All aspects of the website — from coding and choosing a theme to consistent website performance — should aim at making your site more usable and accessible. Frequent testing on different platforms can also make sure that things are running smoothly.

Fortunately, emerging technologies are there to help website owners to maintain and monitor accessibility standards. accessiBe uses artificial intelligence to automate and monitor your overall website accessibility so it is fully accessible through any site updates or technology changes:

accessibe

6. Test and Test Again

Finally, the most critical step is to keep testing. There are many more aspects to developing accessible web presence than content, but you cannot control everything.
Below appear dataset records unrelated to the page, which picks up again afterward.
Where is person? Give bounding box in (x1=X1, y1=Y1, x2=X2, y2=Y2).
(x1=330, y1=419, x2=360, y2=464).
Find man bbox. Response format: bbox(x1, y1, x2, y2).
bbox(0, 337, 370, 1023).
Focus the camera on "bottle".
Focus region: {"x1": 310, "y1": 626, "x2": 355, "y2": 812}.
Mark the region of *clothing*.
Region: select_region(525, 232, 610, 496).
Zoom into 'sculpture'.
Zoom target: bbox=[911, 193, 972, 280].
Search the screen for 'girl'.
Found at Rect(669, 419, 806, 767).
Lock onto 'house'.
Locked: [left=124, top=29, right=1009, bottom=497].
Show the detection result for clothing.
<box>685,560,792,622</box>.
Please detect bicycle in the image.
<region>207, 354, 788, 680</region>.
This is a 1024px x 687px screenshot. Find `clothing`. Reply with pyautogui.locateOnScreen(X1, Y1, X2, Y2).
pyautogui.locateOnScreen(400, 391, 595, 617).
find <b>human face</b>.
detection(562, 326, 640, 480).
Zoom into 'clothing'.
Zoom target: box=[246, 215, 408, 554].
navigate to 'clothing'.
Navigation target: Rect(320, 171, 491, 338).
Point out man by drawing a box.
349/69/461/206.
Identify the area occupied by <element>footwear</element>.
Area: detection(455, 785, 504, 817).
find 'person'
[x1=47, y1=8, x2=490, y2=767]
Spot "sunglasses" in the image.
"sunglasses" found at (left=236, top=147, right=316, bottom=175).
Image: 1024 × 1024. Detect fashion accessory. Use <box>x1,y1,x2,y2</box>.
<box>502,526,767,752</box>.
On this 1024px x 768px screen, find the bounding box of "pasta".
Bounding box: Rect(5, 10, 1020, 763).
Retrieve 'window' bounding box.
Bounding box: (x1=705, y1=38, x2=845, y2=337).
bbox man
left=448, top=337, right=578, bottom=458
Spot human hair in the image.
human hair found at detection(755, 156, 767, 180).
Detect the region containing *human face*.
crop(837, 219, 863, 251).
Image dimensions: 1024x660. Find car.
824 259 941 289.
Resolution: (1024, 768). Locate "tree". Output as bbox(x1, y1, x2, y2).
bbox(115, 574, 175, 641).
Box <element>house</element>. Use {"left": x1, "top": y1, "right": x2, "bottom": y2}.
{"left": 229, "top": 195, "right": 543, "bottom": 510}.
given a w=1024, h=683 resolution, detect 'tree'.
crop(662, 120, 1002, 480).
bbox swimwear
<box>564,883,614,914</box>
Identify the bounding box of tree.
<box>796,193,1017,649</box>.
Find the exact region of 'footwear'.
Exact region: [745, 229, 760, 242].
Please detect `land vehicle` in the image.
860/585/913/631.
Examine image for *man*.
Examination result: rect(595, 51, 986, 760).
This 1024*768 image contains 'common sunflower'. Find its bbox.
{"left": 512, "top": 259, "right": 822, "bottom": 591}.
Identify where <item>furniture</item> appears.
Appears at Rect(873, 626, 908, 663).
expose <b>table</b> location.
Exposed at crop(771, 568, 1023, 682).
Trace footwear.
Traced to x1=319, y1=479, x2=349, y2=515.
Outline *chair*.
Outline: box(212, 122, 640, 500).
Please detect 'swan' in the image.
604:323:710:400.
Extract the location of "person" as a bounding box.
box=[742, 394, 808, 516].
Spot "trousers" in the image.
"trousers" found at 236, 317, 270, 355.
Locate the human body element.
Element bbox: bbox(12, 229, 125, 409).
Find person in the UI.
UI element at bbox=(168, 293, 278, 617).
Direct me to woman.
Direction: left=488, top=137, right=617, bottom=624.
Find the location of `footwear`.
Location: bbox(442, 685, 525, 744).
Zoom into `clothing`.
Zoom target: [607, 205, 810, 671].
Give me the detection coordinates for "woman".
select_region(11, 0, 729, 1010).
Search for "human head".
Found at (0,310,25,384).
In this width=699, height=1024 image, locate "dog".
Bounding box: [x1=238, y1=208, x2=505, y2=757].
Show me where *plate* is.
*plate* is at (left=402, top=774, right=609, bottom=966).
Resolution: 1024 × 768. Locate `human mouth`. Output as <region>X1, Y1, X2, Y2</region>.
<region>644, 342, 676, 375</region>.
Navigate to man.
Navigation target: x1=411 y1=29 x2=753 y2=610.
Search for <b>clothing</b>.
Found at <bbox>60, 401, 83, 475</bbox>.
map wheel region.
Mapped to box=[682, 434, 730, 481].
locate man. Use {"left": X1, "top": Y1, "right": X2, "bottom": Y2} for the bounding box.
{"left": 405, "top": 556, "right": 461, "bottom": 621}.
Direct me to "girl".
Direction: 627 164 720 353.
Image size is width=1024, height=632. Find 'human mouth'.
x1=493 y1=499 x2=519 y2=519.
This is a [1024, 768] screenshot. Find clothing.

Here’s an in-depth, DYI web accessibility testing guide that will walk you through the whole process of optimizing your site, including:

  • Proper site and page navigation.
  • Proper readouts (including buttons, links, menus and menu items, lists, tabs, etc.).
  • Proper popup handling.
  • Proper title hierarchy.
  • Proper image descriptions.
  • Proper form fields descriptions and validations.

You can also install accessiBe (mentioned above) to automate web accessibility optimization and testing. You don’t need any technical knowledge to install or use the tool.

Accessibility and usability are both essential for optimizing conversions. Making your site clear and understandable also will help search bots crawl it more efficiently and rank it higher, so your time spent on making your site accessible definitely will pay off.

Use the tips above to increase conversions while making your site accessible for a huge part of your target audience.